Per their Q2 FY26 earnings call, IRCTC reported revenue of ₹1,146 crore (up 7.71% YoY), EBITDA of ₹404 crore (up 8.31%), and an EBITDA margin of 35.25%. Profit after tax hit ₹342 crore, an 11% year-over-year increase. Indian Railways carried approximately 7.15 billion passengers in FY25, a 5% increase over the prior year, per Ixigo's annual report. With the government allocating a record ₹2.65 lakh crore in capital outlay for railways in FY26, capacity is expanding to absorb exactly the kind of modal shift that airline flight cuts accelerate.
4. Ixigo (IXIGO) — The Rail-Heavy Travel Platform
Unlike larger OTAs that skew toward air travel, Ixigo has built its business around train and bus bookings. When flights become scarce and expensive, Ixigo's core segment gets a boost.
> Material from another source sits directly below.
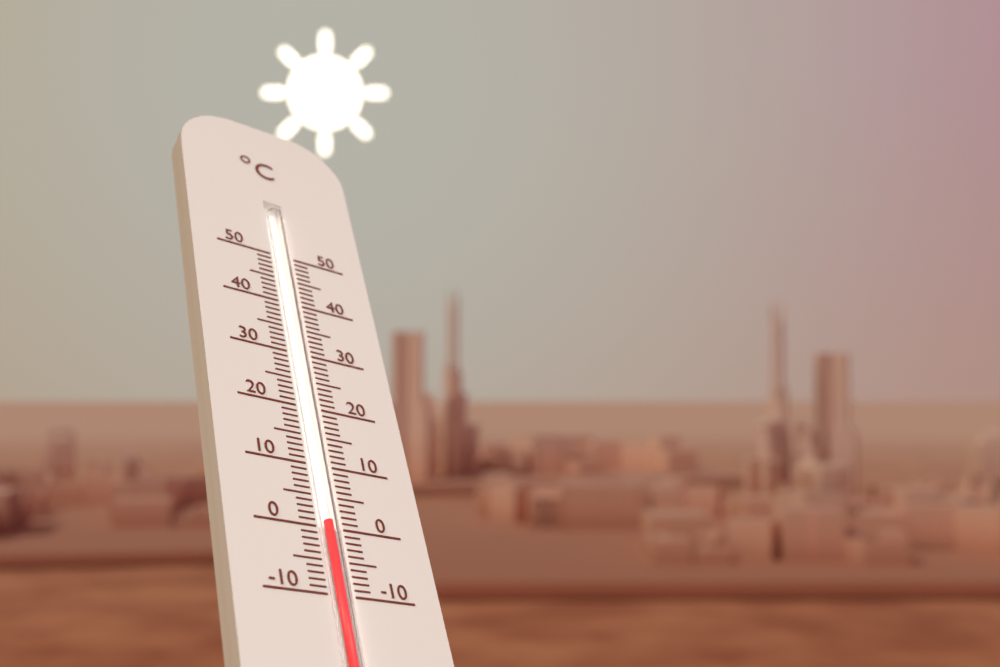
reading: 1 °C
In Q3 FY25, Ixigo reported revenue from operations of ₹241.8 crore — up 42% year-over-year — per their earnings call transcript. Train GTV (gross transaction value) grew 27% YoY despite Indian Railways cutting the advance reservation period from 120 to 60 days, a one-time headwind. Bus GTV surged 63% in the same quarter. Ixigo's own annual report acknowledges that "fluctuations in fuel prices" affect travel demand — but for a platform where rail and bus dominate, expensive flights are a tailwind, not a headwind.
5. Reliance Industries (RELIANCE) — When ATF Cracks Spike, Refiners Win
Reliance operates India's largest private refining complex. When geopolitical disruptions widen the spread between crude oil and refined products like jet fuel — known as "cracks" — refining margins expand.
Per Reliance's Q3 FY26 investor presentation, ATF cracks hit $24.6 per barrel, up 66% year-over-year. Gasoil cracks reached $24.5/bbl, up 62%. The presentation noted that domestic ATF demand rose 2.6%, driven by "healthy air travel in both domestic and international sectors, constrained by flight cancellations." In their Q2 FY25 earnings call, management confirmed: "EBITDA improved because of higher fuel cracks… driven by geopolitical tensions and concerns over supply."
The current environment — elevated crude with supply disruptions — is precisely when integrated refiners with complex configurations earn their best margins.
What Retail Investors Should Do
Don't rush to short airline stocks or pile into upstream plays without understanding the duration of this catalyst. West Asia tensions could ease if ceasefire negotiations progress — yesterday's Iran ceasefire reports already sent Sensex surging 2,775 points.
The more durable structural plays are in energy security and rail infrastructure. India's $100 billion commitment to domestic oil exploration isn't going away regardless of short-term crude swings. And the modal shift toward railways — supported by record government capex — is a multi-year trend, not a one-quarter trade.
If you hold airline stocks, watch IndiGo's next quarterly earnings closely for the fuel CASK reversal. If you're looking for second-order beneficiaries, the five names above have the filing evidence to back up the thesis.
Data sourced from company filings on NSE via Xaro.